In the current selection, we present poetry whose concerns range from the quotidian to questions of life and death, translated from various dialects of Guaraní into English, Spanish, and Portuguese. Alba Eiragi Duarte and Miguelángel Meza contribute work from Mbyá Guaraní, while Susy Delgado and Alberto Luna add work from Jopara; Damián Cabrera contributes prose poetry originally written in Portunhol Selvagem, a Spanish, Portuguese, and Jopara hybrid. Guest editor Elisa Taber contributes an introduction.

WWB would like to thank Susy Delgado, Alba Eiragi Duarte, and Miguelángel Meza for their translations from the Guaraní into Spanish and Delgado for her work as a cultural consultant providing expertise during the translation process.
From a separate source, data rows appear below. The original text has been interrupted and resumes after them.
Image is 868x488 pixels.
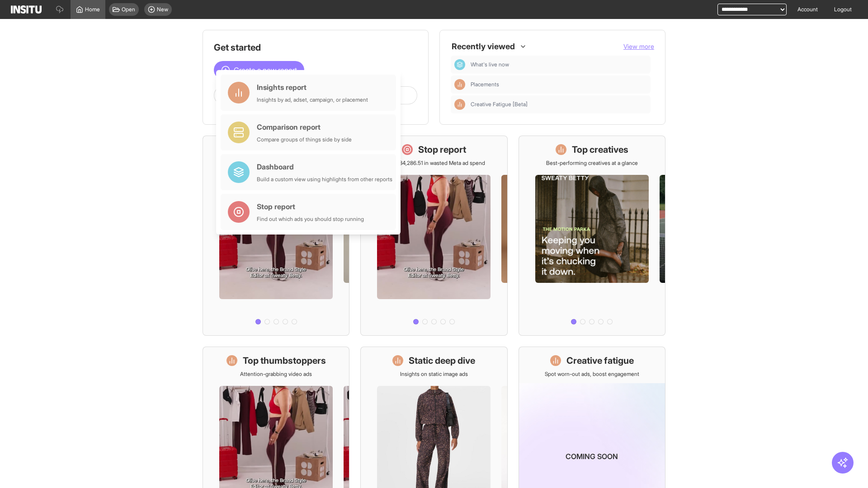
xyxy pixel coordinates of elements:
span: What's live now [471,61,509,68]
button: Create a new report [214,61,304,79]
span: Home [85,6,100,13]
div: Insights report [256,81,368,93]
a: What's live nowSee all active ads instantly [202,136,350,336]
a: Stop reportSave £34,286.51 in wasted Meta ad spend [360,136,507,336]
h1: Stop report [418,143,466,156]
p: Best-performing creatives at a glance [546,160,638,166]
div: Compare groups of things side by side [256,136,352,143]
h1: Top creatives [572,143,628,156]
div: Insights by ad, adset, campaign, or placement [256,96,368,104]
span: What's live now [471,61,647,68]
div: Insights [454,99,465,109]
div: Build a custom view using highlights from other reports [256,176,392,183]
span: Placements [471,81,647,88]
span: Create a new report [234,65,297,76]
span: Creative Fatigue [Beta] [471,101,647,108]
span: Open [121,6,135,13]
span: Placements [471,81,499,88]
div: Stop report [256,201,364,212]
h1: Get started [214,41,417,53]
a: Top creativesBest-performing creatives at a glance [519,136,666,336]
span: View more [623,42,654,50]
div: Dashboard [454,59,465,70]
h1: Top thumbstoppers [243,354,326,367]
div: Dashboard [256,161,392,172]
p: Attention-grabbing video ads [240,371,312,378]
div: Find out which ads you should stop running [256,216,364,222]
p: Save £34,286.51 in wasted Meta ad spend [383,160,485,166]
h1: Static deep dive [409,354,476,367]
button: View more [623,42,654,51]
img: Logo [11,5,42,14]
span: Creative Fatigue [Beta] [471,101,527,108]
span: New [157,6,168,13]
div: Comparison report [256,121,352,132]
div: Insights [454,79,465,90]
p: Insights on static image ads [400,371,468,378]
We also express our gratitude to translators Tracy K. Lewis, Susan Smith Nash, and Elisa Taber for their English translations from the original Guaraní.

Ñe’ ẽ: An Introduction to Contemporary Guaraní Poetry
By Elisa Taber
A real work of Amerindian literature makes perceptible another way of ordering and being in the world.
Dawn
By Miguelángel Meza
water boils up from grouped stones, grips me.
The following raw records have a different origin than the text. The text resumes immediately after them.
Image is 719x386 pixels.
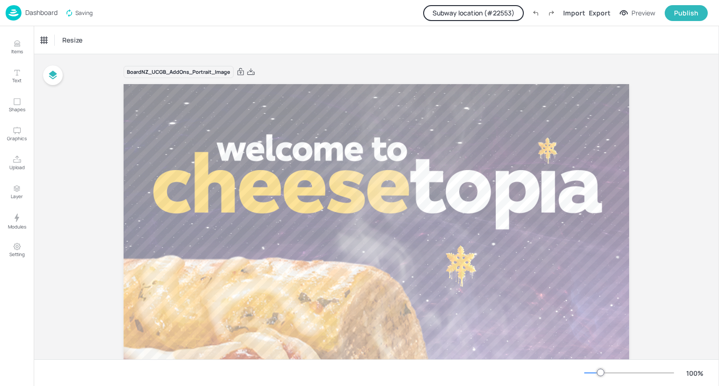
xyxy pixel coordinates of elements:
div: Preview [631,8,655,18]
label: Undo (Ctrl + Z) [527,5,543,21]
button: Preview [614,6,661,20]
button: Subway location (#22553) [423,5,524,21]
button: Publish [664,5,707,21]
img: logo-86c26b7e.jpg [6,5,22,21]
p: Dashboard [25,9,58,16]
div: Export [589,8,610,18]
div: Board NZ_UCGB_AddOns_Portrait_Image [124,66,233,79]
span: Saving [65,8,93,18]
div: Import [563,8,585,18]
label: Redo (Ctrl + Y) [543,5,559,21]
div: Publish [674,8,698,18]
div: 100 % [683,369,705,378]
span: Resize [60,35,84,45]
Translated from Guaraní by Tracy K. Lewis & Miguelángel Meza
MultimediaMultilingual
My Fire
By Alba Eiragi Duarte
At light of dawn I rise and make fire, / and dry in nascent fire-gleam the space where dew once pearled.
Translated from Guaraní by Tracy K. Lewis & Alba Eiragi Duarte
MultimediaMultilingual
A hummingbird at sunset
Photo by Ramona Edwards on Unsplash
Our Father Is Tired
By Susy Delgado
a dark stillness / goes about sowing death.
Translated from Guaraní by Susan Smith Nash & Susy Delgado
Multilingual
Serpent
By Alberto Luna
I alone / plunge my roots / and outstretch my branches.
Translated from Guaraní by Susan Smith Nash & Susy Delgado
MultimediaMultilingual
Xirú
By Damián Cabrera
Silvio wanted to escape, race across the sown fields with his long rhea legs until he reached some place where no one could see him.